Italian TV Getting an Expert to Discuss AIDS Problem
--Ryan White, the 14-year-old AIDS victim who has been banned from school but is continuing the battle to get back in the classroom, received Christmas presents and greetings from around the world and will fly to Rome next month to appear on Italian state television, his mother said. Jeanne White said in her home in Kokomo, Ind., that Ryan and her daughter, Andrea, 12, “are looking forward to it. I got him a suitcase for Christmas for the trip.” She said the three will fly to Rome on Feb. 1 as guests of Italian state television. Lydia Griffin, U.S. correspondent for Italian TV, said the Italians are “interested in the problem of AIDS and the panic around it. They want to talk to Ryan about being in the middle of this for a year now--the social aspects of it.” Ryan is a hemophiliac who contracted AIDS through a transfusion. His mother said he received many gifts and greetings from around the world this Christmas. “He got several stuffed bears,” she said. “There were donations of money, mostly small bills. He spent a lot of it buying comic books. He likes comic books, so he nearly bought out the store.”
--Scientists making their usual end-of-the-year inspection of Italy’s Leaning Tower of Pisa say the tourist attraction “is enjoying great health,” said Prof. Giuseppe Toniolo, head of the committee of experts that studies the structure. The 180-foot-high bell tower, completed in 1350, leans more than 14 feet off perpendicular.
--The latest thing in textbooks at many private schools around the nation is a book that many a great-great-great-granddad took to school. Van Nostrand Reinhold, a New York City publishing company, has received requests from hundreds of private school teachers, mostly in rural areas, for the 150-year-old “McGuffey’s Eclectic Readers,” said Joanne Trutko, marketing manager. The primers teach morals as well as reading, ‘riting and ‘rithmetic. A story like “The Good Boy Whose Parents Are Poor” teaches that virtue is its own reward. Children like Lazy Ned are appropriately punished: He died a dunce. Young readers are told that Where There’s a Will, There’s a Way. The author of the famous primers, William Holmes McGuffey, was a Presbyterian minister who taught at Miami University in Ohio. His textbook series “has stood the test of time,” said John Schneck, principal of Victory Christian School in Eustis, Fla. “It teaches old traditional principles that mean something.”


▶ PROBLEM STATEMENT
Go to the line with "How large is tree and where is it?" in the entries below and write out every line from there through the line with "Examine image for human face.", exactly and without pictures.

▶ DATA SUPPLIED
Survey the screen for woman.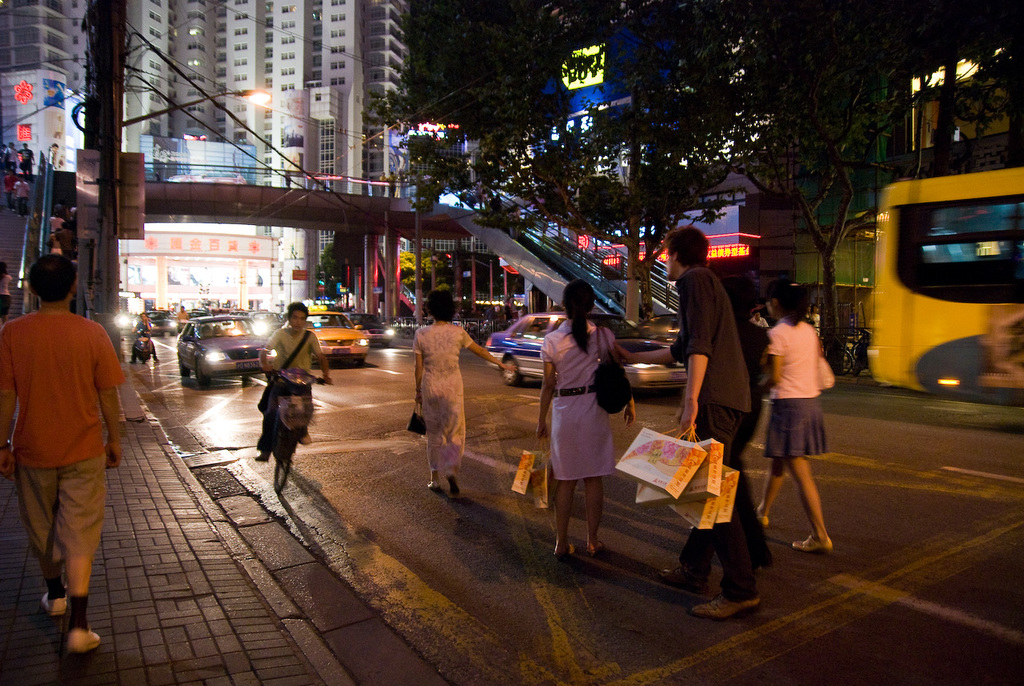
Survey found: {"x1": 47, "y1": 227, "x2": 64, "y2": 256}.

---

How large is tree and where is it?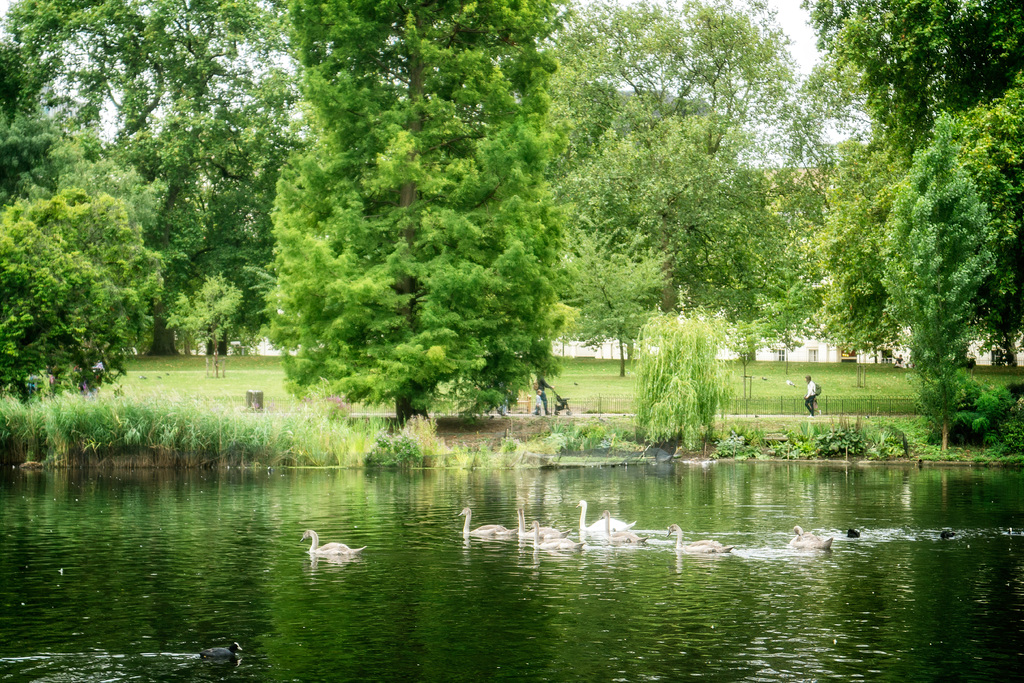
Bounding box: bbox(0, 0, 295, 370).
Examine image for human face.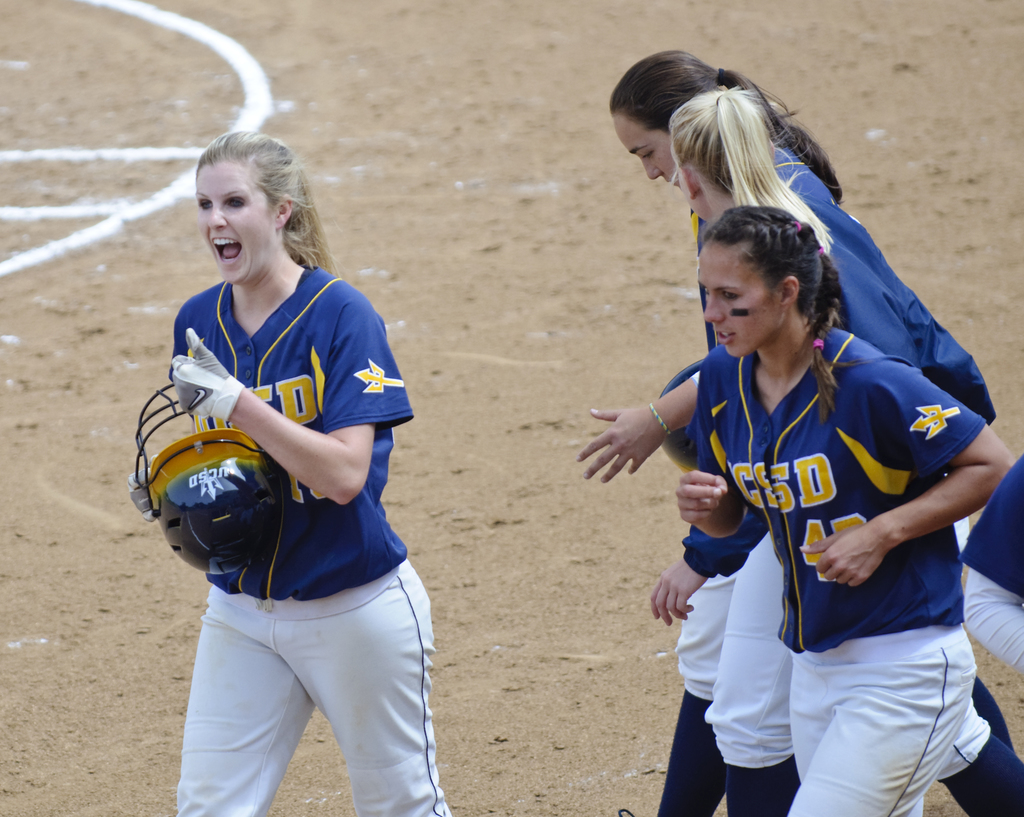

---

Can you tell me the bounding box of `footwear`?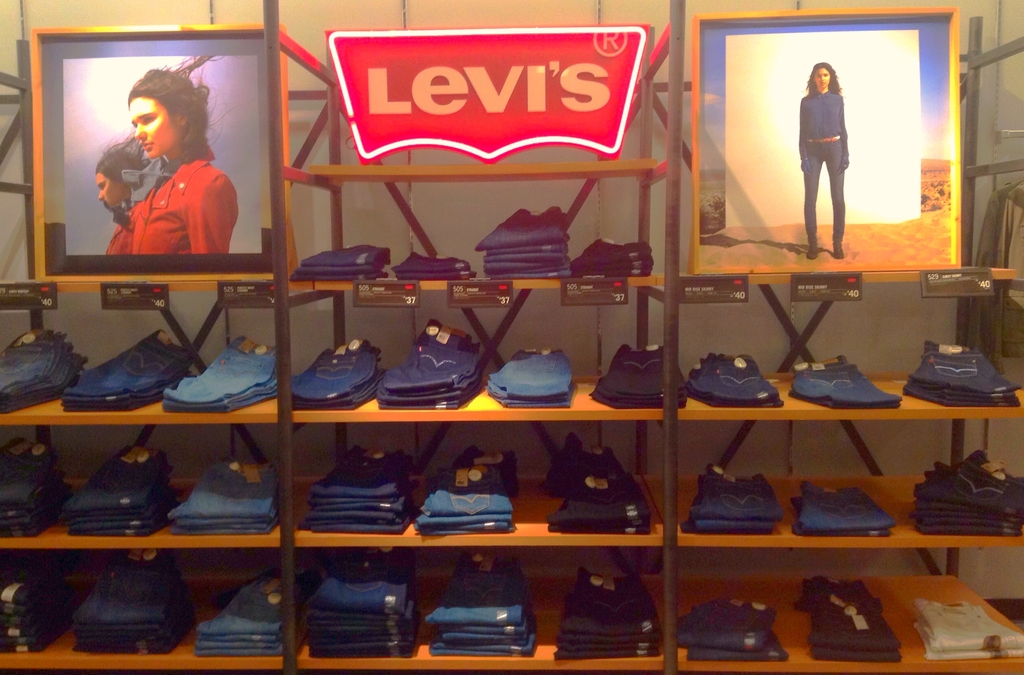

▶ RESULT FOR THIS TASK
How large is tree and where is it?
Bounding box: bbox(0, 0, 295, 370).
Examine image for human face.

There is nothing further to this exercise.